The net result of leaning extremely heavily into type checkers and unit tests, is that the LLM can quickly loop on itself to fix these problem, resulting in eliminating a whole slew of issues with vibe coded output. 6. Create abstractions and tell the LLM about them. When using LLMs to vibe frontend code, we’d run into problems where it would create correct react/ts code, but would be building from Figma to code resulting in lots of component duplication and subtle differences. After all, it’s really easy to change a px-4 to a px-5 in that one instance without caring about everything else. We changed our codebase to create abstractions, like our component library, based on our design system. Then, we add something like look in
@/components/ for the right components
to our prompt to get the LLM to do the right thing. 7. Share your CLAUDE.md. We use claude-code pretty heavily and have shared CLAUDE.md files that we check-in and update periodically. How Anthropic teams use Claude code is a pretty great whitepaper with tips on using claude code together as a team.
I’d love to hear your thoughts on effective ways you’re using LLMs to develop code. I’m particularly interested in cultural and tooling changes you’ve made to accommodate and accelerate LLM adoption.

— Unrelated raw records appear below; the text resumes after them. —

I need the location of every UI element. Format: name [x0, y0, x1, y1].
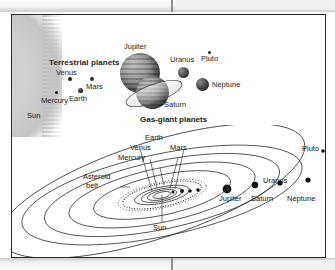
orbit-label-pluto: Pluto	[302, 145, 319, 153]
page-gutter-line-bottom	[171, 258, 173, 270]
orbit-label-earth: Earth	[145, 134, 163, 142]
orbit-label-mars: Mars	[170, 144, 187, 152]
page-margin-bottom-tint	[176, 260, 335, 270]
orbit-label-asteroid-belt-line1: Asteroid	[83, 173, 111, 181]
figure-frame: Terrestrial planets Venus Mars Mercury E…	[11, 14, 326, 258]
orbit-label-sun: Sun	[153, 224, 166, 232]
planet-neptune	[196, 78, 209, 91]
orbit-label-uranus: Uranus	[263, 177, 287, 185]
orbit-label-saturn: Saturn	[251, 195, 273, 203]
figure-page: Terrestrial planets Venus Mars Mercury E…	[0, 0, 335, 270]
label-venus: Venus	[56, 69, 77, 77]
planet-uranus	[178, 67, 189, 78]
orbit-label-neptune: Neptune	[287, 195, 315, 203]
label-jupiter: Jupiter	[124, 43, 147, 51]
group-label-terrestrial: Terrestrial planets	[49, 59, 120, 67]
label-saturn: Saturn	[164, 101, 186, 109]
label-earth: Earth	[69, 95, 87, 103]
orbit-label-mercury: Mercury	[118, 154, 145, 162]
label-mercury: Mercury	[41, 97, 68, 105]
label-neptune: Neptune	[212, 81, 240, 89]
group-label-gas-giant: Gas-giant planets	[140, 116, 207, 124]
page-margin-top-tint	[176, 0, 335, 10]
orbit-diagram	[12, 125, 325, 257]
page-gutter-line-top	[171, 0, 173, 12]
planet-venus-dot	[68, 77, 72, 81]
orbit-label-venus: Venus	[130, 144, 151, 152]
planet-mars-dot	[90, 77, 94, 81]
relative-sizes-panel: Terrestrial planets Venus Mars Mercury E…	[12, 15, 325, 137]
label-uranus: Uranus	[170, 56, 194, 64]
orbit-label-jupiter: Jupiter	[219, 195, 242, 203]
label-sun: Sun	[27, 112, 40, 120]
orbit-label-asteroid-belt-line2: belt	[86, 182, 98, 190]
planet-mercury-dot	[55, 91, 58, 94]
label-mars: Mars	[86, 83, 103, 91]
planet-earth-dot	[78, 88, 83, 93]
label-pluto: Pluto	[201, 55, 218, 63]
orbits-panel: Asteroid belt Mercury Venus Earth Mars S…	[12, 125, 325, 257]
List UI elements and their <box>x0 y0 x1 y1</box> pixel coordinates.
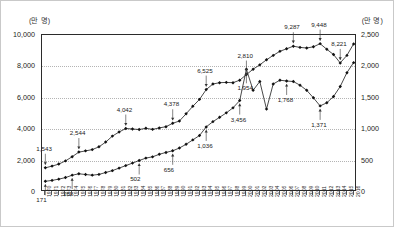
data-point <box>117 166 120 169</box>
x-tick-label: 1996 <box>221 186 227 197</box>
annotation-arrow <box>205 130 208 133</box>
x-tick-label: 2006 <box>288 186 294 197</box>
annotation-arrow <box>319 38 322 41</box>
annotation-label: 4,042 <box>117 106 132 113</box>
series-line-1 <box>45 63 353 182</box>
chart-figure: (만 명) (만 명) 02,0004,0006,0008,00010,000 … <box>0 0 394 227</box>
data-point <box>144 156 147 159</box>
data-point <box>225 81 228 84</box>
x-tick-label: 1992 <box>194 186 200 197</box>
right-tick-label: 0 <box>361 187 365 196</box>
annotation-arrow <box>319 109 322 112</box>
x-tick-label: 2007 <box>294 186 300 197</box>
data-point <box>44 166 47 169</box>
left-tick-label: 2,000 <box>17 156 35 165</box>
data-point <box>158 126 161 129</box>
x-tick-label: 1987 <box>160 186 166 197</box>
data-point <box>151 155 154 158</box>
x-tick-label: 1970 <box>46 186 52 197</box>
data-point <box>131 127 134 130</box>
data-point <box>124 164 127 167</box>
annotation-label: 1,954 <box>237 84 252 91</box>
data-point <box>44 180 47 183</box>
data-point <box>70 173 73 176</box>
x-tick-label: 2009 <box>308 186 314 197</box>
x-tick-label: 1989 <box>174 186 180 197</box>
annotation-label: 502 <box>130 175 140 182</box>
data-point <box>91 148 94 151</box>
x-tick-label: 2001 <box>254 186 260 197</box>
x-tick-label: 1975 <box>80 186 86 197</box>
annotation-arrow <box>238 104 241 107</box>
plot-area: 1,5432,5444,0424,3786,5252,8109,2879,448… <box>41 34 356 191</box>
data-point <box>265 107 268 110</box>
data-point <box>285 47 288 50</box>
x-tick-label: 1972 <box>60 186 66 197</box>
data-point <box>292 44 295 47</box>
x-tick-label: 2014 <box>341 186 347 197</box>
x-tick-label: 1979 <box>107 186 113 197</box>
left-tick-label: 4,000 <box>17 124 35 133</box>
data-point <box>84 149 87 152</box>
x-tick-label: 1991 <box>187 186 193 197</box>
x-tick-label: 1971 <box>53 186 59 197</box>
data-point <box>117 130 120 133</box>
right-tick-label: 1,000 <box>361 124 379 133</box>
x-tick-label: 1997 <box>227 186 233 197</box>
annotation-label: 2,544 <box>70 129 85 136</box>
data-point <box>131 161 134 164</box>
left-axis-unit-label: (만 명) <box>29 15 50 25</box>
data-point <box>171 122 174 125</box>
x-tick-label: 1976 <box>87 186 93 197</box>
right-axis-unit-label: (만 명) <box>362 15 383 25</box>
x-tick-label: 2005 <box>281 186 287 197</box>
annotation-label: 1,543 <box>36 145 51 152</box>
data-point <box>164 151 167 154</box>
annotation-arrow <box>44 162 47 165</box>
x-tick-label: 1980 <box>113 186 119 197</box>
data-point <box>298 46 301 49</box>
annotation-arrow <box>285 84 288 87</box>
annotation-label: 8,221 <box>331 40 346 47</box>
annotation-arrow <box>138 163 141 166</box>
x-tick-label: 1981 <box>120 186 126 197</box>
annotation-label: 9,287 <box>284 23 299 30</box>
right-tick-label: 1,500 <box>361 93 379 102</box>
x-tick-label: 1974 <box>73 186 79 197</box>
x-tick-label: 1995 <box>214 186 220 197</box>
x-tick-label: 1985 <box>147 186 153 197</box>
annotation-arrow <box>171 118 174 121</box>
data-point <box>178 146 181 149</box>
data-point <box>292 80 295 83</box>
x-tick-label: 2011 <box>321 186 327 197</box>
data-point <box>231 81 234 84</box>
annotation-arrow <box>292 41 295 44</box>
x-tick-label: 2000 <box>247 186 253 197</box>
annotation-arrow <box>205 84 208 87</box>
x-tick-label: 2003 <box>268 186 274 197</box>
x-tick-label: 2016 <box>355 186 361 197</box>
data-point <box>64 176 67 179</box>
data-point <box>164 125 167 128</box>
left-tick-label: 8,000 <box>17 61 35 70</box>
series-layer <box>42 35 357 192</box>
data-point <box>104 171 107 174</box>
left-tick-label: 0 <box>31 187 35 196</box>
x-tick-label: 1994 <box>207 186 213 197</box>
annotation-label: 6,525 <box>197 67 212 74</box>
x-tick-label: 2002 <box>261 186 267 197</box>
annotation-arrow <box>245 69 248 72</box>
x-tick-label: 1982 <box>127 186 133 197</box>
data-point <box>57 177 60 180</box>
x-tick-label: 1986 <box>154 186 160 197</box>
right-tick-label: 2,000 <box>361 61 379 70</box>
x-tick-label: 2004 <box>274 186 280 197</box>
annotation-arrow <box>339 57 342 60</box>
x-tick-label: 1993 <box>201 186 207 197</box>
annotation-label: 1,371 <box>311 121 326 128</box>
annotation-arrow <box>77 146 80 149</box>
data-point <box>171 149 174 152</box>
data-point <box>57 162 60 165</box>
annotation-label: 1,768 <box>278 96 293 103</box>
annotation-label: 4,378 <box>164 100 179 107</box>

If you’re an engineer and like nerding out about this stuff, and care about personal finance, we’d love to work with you. We are a small, fully remote team (another post on that coming up), obsessed with building the future of personal finance. We are looking for senior full stack software engineers proficient in at least Python or Typescript (ideally both), who can learn quickly, are very curious and interested in AI and LLMs, and have a passion for personal finance. If that sounds like you, please reach out. Note: we cannot sponsor visas at this time, and are only looking for engineers that live in the Western United States.